Sorry, I know it has been a few weeks since I have done a newsletter and to be perfectly honest, even though I couldn’t make the time to make one, I enjoyed taking a small break from it.

But I am back at it again following the yamas as part of the 8 limbs of Yoga. Last time we looked at non-violence/ Compassion, this week our theme will be on Truth.

The yogic practice of satya (truth) focuses on carefully choosing our words so they do the least harm—and most good.

Speech is perhaps the most human of all our activities. Parents eagerly await their children’s first words; paradoxically, before long they can’t wait for them to be quiet. The spoken word has the capacity to inspire, frighten, and delight. It is used to announce birth, mourn death, and dominates most of the waking hours in between.

The world’s great spiritual teachings all acknowledge that what we say has profound power to affect our consciousness. Buddhism, for example, teaches Right Speech as one of its main precepts. In this context, Right Speech means speech that is nonharming and which has the intention to support all living beings. In the Yoga Sutra (Chapter II, verse 30), Patanjali presents to yoga students the concept of satya (truth) as a similar teaching. But he offers a slightly different slant. Satya is one of the five yamas, or restraints, that practitioners are to incorporate into their lives. (The other four are ahimsa, nonviolence; asteya, nonstealing; brahmacharya, sexual continence; and aparigraha, noncovetousness.) Because satya is presented as a yama, Patanjali’s teaching on the subject has mainly been associated with restraint rather than with action—with what we should refrain from doing rather than with what specifically we should do. The teaching of satya is not presented in this manner as an accident or oversight. In most ways, the practice of satya is about restraint: about slowing down, filtering, carefully considering our words so that when we choose them, they are in harmony with the first yama, ahimsa. Patanjali and his major commentators state that no words can reflect truth unless they flow from the spirit of nonviolence. And here Patanjali is exactly in harmony with the Buddhist teaching of Right Speech. It is clear that Patanjali did not want his readers to confuse satya with speech that might be factually accurate but harmful. Your dress may be the ugliest one I have ever seen, but it is not necessarily practicing satya to tell you so.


• [Assignment]:
With the pictures removed, reproduce exactly the lines from the one that contains "Serialize everything readable" through the last line of the entries below.

• [Records]:
□ □ □ □ □
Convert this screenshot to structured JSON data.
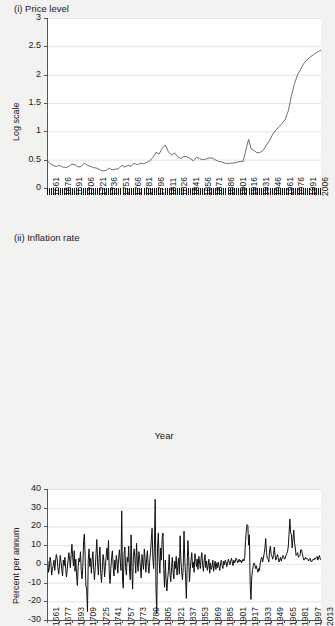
{
  "panels": {
    "price": {
      "title": "(i) Price level",
      "ylabel": "Log scale",
      "ytick_labels": [
        "3",
        "2.5",
        "2",
        "1.5",
        "1",
        "0.5",
        "0"
      ],
      "xtick_labels": [
        "1661",
        "1676",
        "1691",
        "1706",
        "1721",
        "1736",
        "1751",
        "1766",
        "1781",
        "1796",
        "1811",
        "1826",
        "1841",
        "1856",
        "1871",
        "1886",
        "1901",
        "1916",
        "1931",
        "1946",
        "1961",
        "1976",
        "1991",
        "2006"
      ]
    },
    "inflation": {
      "title": "(ii) Inflation rate",
      "ylabel": "Percent per annum",
      "xaxis_title": "Year",
      "ytick_labels": [
        "40",
        "30",
        "20",
        "10",
        "0",
        "-10",
        "-20",
        "-30"
      ],
      "xtick_labels": [
        "1661",
        "1677",
        "1693",
        "1709",
        "1725",
        "1741",
        "1757",
        "1773",
        "1789",
        "1805",
        "1821",
        "1837",
        "1853",
        "1869",
        "1885",
        "1901",
        "1917",
        "1933",
        "1949",
        "1965",
        "1981",
        "1997",
        "2013"
      ]
    }
  },
  "colors": {
    "page_background": "#f2f2f0",
    "plot_background": "#ffffff",
    "gridline": "#e3e3e3",
    "axis": "#55565a",
    "price_line": "#6e6e70",
    "inflation_line": "#111111",
    "text": "#1a1a1a"
  },
  "chart_data": [
    {
      "type": "line",
      "title": "(i) Price level",
      "xlabel": "",
      "ylabel": "Log scale",
      "xlim": [
        1661,
        2013
      ],
      "ylim": [
        0,
        3
      ],
      "yticks": [
        0,
        0.5,
        1,
        1.5,
        2,
        2.5,
        3
      ],
      "xticks": [
        1661,
        1676,
        1691,
        1706,
        1721,
        1736,
        1751,
        1766,
        1781,
        1796,
        1811,
        1826,
        1841,
        1856,
        1871,
        1886,
        1901,
        1916,
        1931,
        1946,
        1961,
        1976,
        1991,
        2006
      ],
      "grid": true,
      "legend": "none",
      "series": [
        {
          "name": "Price level (log scale)",
          "x": [
            1661,
            1665,
            1669,
            1673,
            1677,
            1681,
            1685,
            1689,
            1693,
            1697,
            1701,
            1705,
            1709,
            1713,
            1717,
            1721,
            1725,
            1729,
            1733,
            1737,
            1741,
            1745,
            1749,
            1753,
            1757,
            1761,
            1765,
            1769,
            1773,
            1777,
            1781,
            1785,
            1789,
            1793,
            1797,
            1801,
            1805,
            1809,
            1813,
            1817,
            1821,
            1825,
            1829,
            1833,
            1837,
            1841,
            1845,
            1849,
            1853,
            1857,
            1861,
            1865,
            1869,
            1873,
            1877,
            1881,
            1885,
            1889,
            1893,
            1897,
            1901,
            1905,
            1909,
            1913,
            1917,
            1920,
            1923,
            1927,
            1931,
            1935,
            1939,
            1943,
            1947,
            1951,
            1955,
            1959,
            1963,
            1967,
            1971,
            1975,
            1979,
            1983,
            1987,
            1991,
            1995,
            1999,
            2003,
            2007,
            2011,
            2013
          ],
          "y": [
            0.49,
            0.43,
            0.4,
            0.38,
            0.4,
            0.37,
            0.36,
            0.38,
            0.42,
            0.41,
            0.37,
            0.38,
            0.44,
            0.4,
            0.38,
            0.36,
            0.35,
            0.32,
            0.3,
            0.31,
            0.35,
            0.32,
            0.33,
            0.34,
            0.4,
            0.37,
            0.4,
            0.38,
            0.44,
            0.41,
            0.44,
            0.43,
            0.45,
            0.48,
            0.54,
            0.63,
            0.6,
            0.7,
            0.76,
            0.64,
            0.58,
            0.62,
            0.55,
            0.52,
            0.56,
            0.55,
            0.52,
            0.48,
            0.54,
            0.52,
            0.5,
            0.51,
            0.53,
            0.53,
            0.5,
            0.47,
            0.46,
            0.44,
            0.43,
            0.44,
            0.44,
            0.45,
            0.47,
            0.47,
            0.7,
            0.86,
            0.7,
            0.66,
            0.62,
            0.63,
            0.67,
            0.76,
            0.84,
            0.95,
            1.02,
            1.08,
            1.14,
            1.21,
            1.36,
            1.63,
            1.84,
            2.0,
            2.1,
            2.2,
            2.26,
            2.31,
            2.35,
            2.39,
            2.42,
            2.43
          ]
        }
      ]
    },
    {
      "type": "line",
      "title": "(ii) Inflation rate",
      "xlabel": "Year",
      "ylabel": "Percent per annum",
      "xlim": [
        1661,
        2013
      ],
      "ylim": [
        -30,
        40
      ],
      "yticks": [
        -30,
        -20,
        -10,
        0,
        10,
        20,
        30,
        40
      ],
      "xticks": [
        1661,
        1677,
        1693,
        1709,
        1725,
        1741,
        1757,
        1773,
        1789,
        1805,
        1821,
        1837,
        1853,
        1869,
        1885,
        1901,
        1917,
        1933,
        1949,
        1965,
        1981,
        1997,
        2013
      ],
      "grid": true,
      "legend": "none",
      "annotations": [
        {
          "label": "1709 dearth",
          "x": 1709,
          "y": -25.5
        },
        {
          "label": "1757 harvest failure",
          "x": 1757,
          "y": 28.3
        },
        {
          "label": "1800 scarcity",
          "x": 1800,
          "y": 34.5
        },
        {
          "label": "1802 collapse",
          "x": 1802,
          "y": -26.5
        },
        {
          "label": "WWI peak",
          "x": 1917,
          "y": 21.0
        },
        {
          "label": "1921 deflation",
          "x": 1921,
          "y": -19.0
        },
        {
          "label": "1975 peak",
          "x": 1975,
          "y": 24.0
        }
      ],
      "series": [
        {
          "name": "Inflation rate (percent per annum)",
          "x": [
            1661,
            1662,
            1663,
            1664,
            1665,
            1666,
            1667,
            1668,
            1669,
            1670,
            1671,
            1672,
            1673,
            1674,
            1675,
            1676,
            1677,
            1678,
            1679,
            1680,
            1681,
            1682,
            1683,
            1684,
            1685,
            1686,
            1687,
            1688,
            1689,
            1690,
            1691,
            1692,
            1693,
            1694,
            1695,
            1696,
            1697,
            1698,
            1699,
            1700,
            1701,
            1702,
            1703,
            1704,
            1705,
            1706,
            1707,
            1708,
            1709,
            1710,
            1711,
            1712,
            1713,
            1714,
            1715,
            1716,
            1717,
            1718,
            1719,
            1720,
            1721,
            1722,
            1723,
            1724,
            1725,
            1726,
            1727,
            1728,
            1729,
            1730,
            1731,
            1732,
            1733,
            1734,
            1735,
            1736,
            1737,
            1738,
            1739,
            1740,
            1741,
            1742,
            1743,
            1744,
            1745,
            1746,
            1747,
            1748,
            1749,
            1750,
            1751,
            1752,
            1753,
            1754,
            1755,
            1756,
            1757,
            1758,
            1759,
            1760,
            1761,
            1762,
            1763,
            1764,
            1765,
            1766,
            1767,
            1768,
            1769,
            1770,
            1771,
            1772,
            1773,
            1774,
            1775,
            1776,
            1777,
            1778,
            1779,
            1780,
            1781,
            1782,
            1783,
            1784,
            1785,
            1786,
            1787,
            1788,
            1789,
            1790,
            1791,
            1792,
            1793,
            1794,
            1795,
            1796,
            1797,
            1798,
            1799,
            1800,
            1801,
            1802,
            1803,
            1804,
            1805,
            1806,
            1807,
            1808,
            1809,
            1810,
            1811,
            1812,
            1813,
            1814,
            1815,
            1816,
            1817,
            1818,
            1819,
            1820,
            1821,
            1822,
            1823,
            1824,
            1825,
            1826,
            1827,
            1828,
            1829,
            1830,
            1831,
            1832,
            1833,
            1834,
            1835,
            1836,
            1837,
            1838,
            1839,
            1840,
            1841,
            1842,
            1843,
            1844,
            1845,
            1846,
            1847,
            1848,
            1849,
            1850,
            1851,
            1852,
            1853,
            1854,
            1855,
            1856,
            1857,
            1858,
            1859,
            1860,
            1861,
            1862,
            1863,
            1864,
            1865,
            1866,
            1867,
            1868,
            1869,
            1870,
            1871,
            1872,
            1873,
            1874,
            1875,
            1876,
            1877,
            1878,
            1879,
            1880,
            1881,
            1882,
            1883,
            1884,
            1885,
            1886,
            1887,
            1888,
            1889,
            1890,
            1891,
            1892,
            1893,
            1894,
            1895,
            1896,
            1897,
            1898,
            1899,
            1900,
            1901,
            1902,
            1903,
            1904,
            1905,
            1906,
            1907,
            1908,
            1909,
            1910,
            1911,
            1912,
            1913,
            1914,
            1915,
            1916,
            1917,
            1918,
            1919,
            1920,
            1921,
            1922,
            1923,
            1924,
            1925,
            1926,
            1927,
            1928,
            1929,
            1930,
            1931,
            1932,
            1933,
            1934,
            1935,
            1936,
            1937,
            1938,
            1939,
            1940,
            1941,
            1942,
            1943,
            1944,
            1945,
            1946,
            1947,
            1948,
            1949,
            1950,
            1951,
            1952,
            1953,
            1954,
            1955,
            1956,
            1957,
            1958,
            1959,
            1960,
            1961,
            1962,
            1963,
            1964,
            1965,
            1966,
            1967,
            1968,
            1969,
            1970,
            1971,
            1972,
            1973,
            1974,
            1975,
            1976,
            1977,
            1978,
            1979,
            1980,
            1981,
            1982,
            1983,
            1984,
            1985,
            1986,
            1987,
            1988,
            1989,
            1990,
            1991,
            1992,
            1993,
            1994,
            1995,
            1996,
            1997,
            1998,
            1999,
            2000,
            2001,
            2002,
            2003,
            2004,
            2005,
            2006,
            2007,
            2008,
            2009,
            2010,
            2011,
            2012,
            2013
          ],
          "y": [
            -3.0,
            1.5,
            -4.5,
            -2.0,
            3.5,
            1.0,
            -6.0,
            -2.5,
            -1.0,
            2.0,
            -3.5,
            1.5,
            5.0,
            3.0,
            -2.0,
            -5.5,
            -1.5,
            4.5,
            1.0,
            -3.0,
            -6.5,
            2.0,
            -1.0,
            3.5,
            -2.5,
            -7.0,
            -3.0,
            1.5,
            6.0,
            3.0,
            -2.0,
            5.0,
            10.5,
            3.5,
            -1.0,
            7.0,
            -4.0,
            2.5,
            -6.0,
            -11.5,
            -2.0,
            3.0,
            1.0,
            6.5,
            -3.5,
            -8.0,
            -2.0,
            12.0,
            16.0,
            4.0,
            -12.0,
            -13.5,
            -25.5,
            2.0,
            8.0,
            -1.5,
            3.0,
            -5.0,
            2.5,
            6.5,
            -3.0,
            -8.5,
            -2.0,
            5.5,
            13.0,
            0.5,
            -6.0,
            3.0,
            9.0,
            -4.5,
            -10.0,
            -3.0,
            5.0,
            2.0,
            -7.0,
            -1.5,
            4.0,
            8.5,
            2.0,
            12.5,
            -5.0,
            -10.5,
            -2.5,
            3.5,
            7.0,
            -1.0,
            -6.5,
            2.0,
            -3.0,
            4.5,
            1.0,
            -5.0,
            3.0,
            7.5,
            2.0,
            -3.5,
            28.3,
            -8.0,
            -13.0,
            5.0,
            9.0,
            -2.0,
            -6.0,
            3.5,
            1.0,
            9.5,
            -4.0,
            -8.5,
            15.5,
            -2.0,
            -13.5,
            4.0,
            8.0,
            2.5,
            -5.0,
            11.0,
            1.5,
            -4.0,
            6.5,
            3.0,
            -2.0,
            -7.5,
            5.0,
            1.0,
            -3.0,
            8.0,
            2.5,
            -4.5,
            3.0,
            7.0,
            -1.5,
            -5.0,
            2.0,
            6.0,
            13.0,
            19.0,
            3.0,
            -2.5,
            10.0,
            34.5,
            -13.0,
            -26.5,
            9.0,
            16.5,
            3.0,
            -5.0,
            8.5,
            2.0,
            14.0,
            16.5,
            -3.0,
            -12.5,
            2.0,
            -9.0,
            -14.5,
            -8.0,
            -3.5,
            5.0,
            -6.0,
            -9.5,
            -2.0,
            3.5,
            -4.5,
            -8.0,
            1.5,
            -2.5,
            4.0,
            -6.0,
            -1.0,
            3.0,
            -5.5,
            15.0,
            2.0,
            -4.0,
            -8.5,
            -2.0,
            17.5,
            3.0,
            -6.5,
            -18.5,
            -3.0,
            12.5,
            4.0,
            -9.5,
            -3.0,
            2.0,
            6.0,
            -2.0,
            1.0,
            -4.5,
            5.5,
            3.0,
            -1.5,
            2.5,
            -3.0,
            4.0,
            1.0,
            -2.5,
            3.5,
            6.0,
            -1.0,
            -4.0,
            2.0,
            5.0,
            -2.0,
            1.5,
            -3.5,
            -1.0,
            2.5,
            -5.0,
            0.5,
            -3.0,
            -1.5,
            2.0,
            -4.0,
            -1.0,
            1.5,
            -3.0,
            0.5,
            -2.0,
            1.0,
            -1.5,
            -3.5,
            0.5,
            2.0,
            -1.0,
            -2.5,
            1.5,
            -0.5,
            2.0,
            1.0,
            -1.5,
            0.5,
            2.5,
            1.0,
            -0.5,
            1.5,
            3.0,
            1.0,
            -1.0,
            2.0,
            0.5,
            1.5,
            3.0,
            2.0,
            0.5,
            1.5,
            2.5,
            1.0,
            2.0,
            0.5,
            1.5,
            2.5,
            1.5,
            3.5,
            12.0,
            17.5,
            21.0,
            20.5,
            10.0,
            15.5,
            -11.0,
            -19.0,
            -7.0,
            -3.5,
            -1.0,
            0.5,
            -0.5,
            -2.5,
            -1.0,
            -3.0,
            -4.5,
            -2.5,
            -3.5,
            0.5,
            2.5,
            3.5,
            1.0,
            3.0,
            5.5,
            8.5,
            13.5,
            6.0,
            3.0,
            2.5,
            1.0,
            7.5,
            9.5,
            5.0,
            4.0,
            2.5,
            5.0,
            9.0,
            4.5,
            2.0,
            3.5,
            5.0,
            3.5,
            1.0,
            2.0,
            3.5,
            1.5,
            3.0,
            4.5,
            4.0,
            2.5,
            3.0,
            4.5,
            5.5,
            6.5,
            9.5,
            16.5,
            24.0,
            16.5,
            15.5,
            8.5,
            13.5,
            18.0,
            11.5,
            8.5,
            4.5,
            5.0,
            6.0,
            3.5,
            4.0,
            4.5,
            7.5,
            7.5,
            5.5,
            3.5,
            2.0,
            2.5,
            3.5,
            2.5,
            3.0,
            2.5,
            1.5,
            2.5,
            3.0,
            1.5,
            1.0,
            2.0,
            2.5,
            2.0,
            3.0,
            2.5,
            3.5,
            4.0,
            2.0,
            3.5,
            4.5,
            2.5,
            2.0
          ]
        }
      ]
    }
  ]
}
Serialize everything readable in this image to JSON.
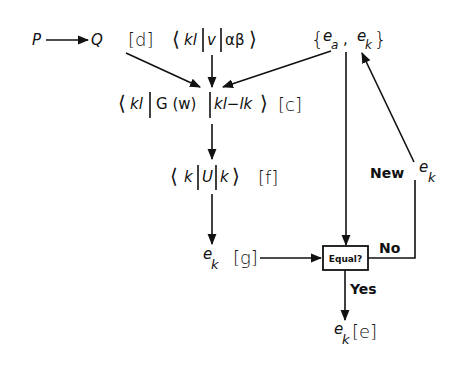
{
  "diagram": {
    "nodes": {
      "p": "P",
      "q": "Q",
      "d_label": "[d]",
      "matrix_v": {
        "open": "⟨",
        "bra": "kl",
        "op": "v",
        "ket": "αβ",
        "close": "⟩"
      },
      "energies": {
        "open": "{",
        "e_a": "e",
        "e_a_sub": "a",
        "comma": ",",
        "e_k": "e",
        "e_k_sub": "k",
        "close": "}"
      },
      "matrix_g": {
        "open": "⟨",
        "bra": "kl",
        "op": "G (w)",
        "ket": "kl−lk",
        "close": "⟩",
        "label": "[c]"
      },
      "matrix_u": {
        "open": "⟨",
        "bra": "k",
        "op": "U",
        "ket": "k",
        "close": "⟩",
        "label": "[f]"
      },
      "ek_g": {
        "e": "e",
        "sub": "k",
        "label": "[g]"
      },
      "decision": "Equal?",
      "ek_e": {
        "e": "e",
        "sub": "k",
        "label": "[e]"
      },
      "new_ek": {
        "text": "New",
        "e": "e",
        "sub": "k"
      }
    },
    "edges": {
      "yes": "Yes",
      "no": "No"
    },
    "colors": {
      "ink": "#111111",
      "background": "#ffffff"
    }
  }
}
□ □ □ □ □
• [Response to this exercise]:
Serialize everything readable in this image to JSON.
{
  "diagram": {
    "nodes": {
      "p": "P",
      "q": "Q",
      "d_label": "[d]",
      "matrix_v": {
        "open": "⟨",
        "bra": "kl",
        "op": "v",
        "ket": "αβ",
        "close": "⟩"
      },
      "energies": {
        "open": "{",
        "e_a": "e",
        "e_a_sub": "a",
        "comma": ",",
        "e_k": "e",
        "e_k_sub": "k",
        "close": "}"
      },
      "matrix_g": {
        "open": "⟨",
        "bra": "kl",
        "op": "G (w)",
        "ket": "kl−lk",
        "close": "⟩",
        "label": "[c]"
      },
      "matrix_u": {
        "open": "⟨",
        "bra": "k",
        "op": "U",
        "ket": "k",
        "close": "⟩",
        "label": "[f]"
      },
      "ek_g": {
        "e": "e",
        "sub": "k",
        "label": "[g]"
      },
      "decision": "Equal?",
      "ek_e": {
        "e": "e",
        "sub": "k",
        "label": "[e]"
      },
      "new_ek": {
        "text": "New",
        "e": "e",
        "sub": "k"
      }
    },
    "edges": {
      "yes": "Yes",
      "no": "No"
    },
    "colors": {
      "ink": "#111111",
      "background": "#ffffff"
    }
  }
}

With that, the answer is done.